Lamborghini Unveils Its First Electric Sports Car Concept… And It's Kinda Ugly

The future of the raging bull.

Lamborghini Unveils Its First Electric Sports Car Concept… And It's Kinda Ugly

The electric bug has finally bitten the raging bull with Lamborghini unveiling its first all-electric sports car to the world.

The Terzo Millennio concept is the hint of the future for the Italian sports car maker which has rarely shied away from showcasing its big V10 and V12 petrol power plants across its line-up. The new electric car made its debut in Lamborghini’s Italian hometown of Sant’Agata Bolognese whilst simultaneously being unveiled in Cambridge, Massachusetts, to highlight the development partnership between Massachusetts Institute of Technology.
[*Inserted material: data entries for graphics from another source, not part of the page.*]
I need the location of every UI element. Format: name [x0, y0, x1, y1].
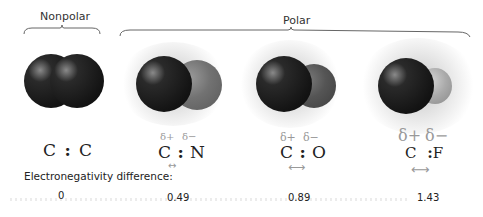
atom-symbol-right: N	[190, 142, 205, 162]
carbon-atom	[256, 56, 312, 112]
electronegativity-label: Electronegativity difference:	[24, 170, 173, 182]
atom-symbol-left: C	[43, 140, 56, 160]
molecule-cc	[24, 52, 104, 112]
molecule-cn	[124, 46, 224, 124]
en-difference-value: 0.49	[167, 192, 189, 203]
nonpolar-brace	[22, 24, 104, 36]
molecule-co	[246, 46, 336, 124]
bond-symbol: :	[177, 142, 183, 162]
carbon-atom	[50, 54, 104, 108]
atom-symbol-right: C	[79, 140, 92, 160]
nonpolar-label: Nonpolar	[40, 10, 90, 23]
en-difference-value: 0	[58, 190, 64, 201]
carbon-atom	[136, 56, 192, 112]
atom-symbol-left: C	[158, 142, 171, 162]
atom-symbol-right: F	[433, 144, 443, 162]
scan-noise	[10, 198, 410, 201]
carbon-atom	[378, 58, 434, 114]
en-difference-value: 1.43	[417, 192, 439, 203]
delta-minus: δ−	[425, 126, 448, 145]
bond-symbol: :	[64, 140, 70, 160]
formula-cf: C :F	[405, 144, 443, 162]
molecule-cf	[368, 44, 468, 128]
atom-symbol-right: O	[312, 142, 326, 162]
dipole-arrow-icon: ⟷	[288, 160, 305, 174]
polar-brace	[118, 26, 474, 38]
bond-symbol: :	[299, 142, 305, 162]
formula-cc: C : C	[43, 140, 92, 160]
dipole-arrow-icon: ⟷	[411, 162, 430, 177]
formula-cn: C : N	[158, 142, 205, 162]
delta-minus: δ−	[182, 131, 196, 142]
atom-symbol-left: C	[405, 144, 416, 162]
en-difference-value: 0.89	[288, 192, 310, 203]
atom-symbol-left: C	[280, 142, 293, 162]
delta-plus: δ+	[160, 131, 174, 142]
formula-co: C : O	[280, 142, 326, 162]
delta-plus: δ+	[398, 126, 421, 145]
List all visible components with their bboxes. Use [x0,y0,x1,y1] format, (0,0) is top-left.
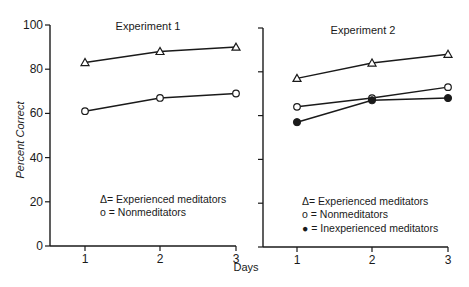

For now the project is in its most elementary stages with resources being pooled into a three year research program into supercapacitors which can simultaneously capture and release energy as well as energy-storing carbon fibre nanotubes which could one day replace the heavier lithium-ion batteries powering today’s electric cars.

“The new Lamborghini collaboration allows us to be ambitious and think outside the box in designing new materials that answer energy storage challenges for the demands of an electric sport vehicle.”

It might all sound like fantasy, but Lamborghini is stepping into its electric shoes with a very open mind, claiming that the break through solution to making a lightweight electric sports car could be down to the development of body panels which double as energy storage panels, thus skipping batteries altogether.

“The new Lamborghini collaboration allows us to be ambitious and think outside the box in designing new materials that answer energy storage challenges for the demands of an electric sport vehicle,” MIT chemistry Professor Mircea Dinca said in a statement.

MIT aren’t being modest about their materials development program either. Professors from the institute and Lamborghini want to find a carbon fibre structure which can “self-heal” small cracks in its substructure. This is presumably achieved with the use of liquid-filled micro channels in its body construction which can detect opened channels before releasing a bonding agent in order to repair a damaged body part’s integrity – yes, like Wolverine.

On the driving front, the Lamborghini Terzo Millennio will follow suit with car makers like Tesla, having all four wheels powered by independent electric motors to retain Lamborghini’s all-wheel-drive hallmark in its future electric cars.

Don’t be holding your breath for an all electric sports car like the Porsche just yet though. At this year’s Geneva Motor Show, Lamborghini CEO Stefano Domenicali told journalists that the company’s electric future may still be a while away.

“Electrification is an area of great attention for us, but I‘m not expecting it will happen in the short term,” Domenicali said in a Reuters report. He also stressed that there’d be no full-electric Lamborghini sports car before 2025. A hybrid with a ‘W’ or ‘V’ engine designation however is much more likely, according to Maurizio Reggiani, the company’s director of R&D.

“It will be a big task,” he told reporters at the Terzo Millennio launch. “But we live for this.”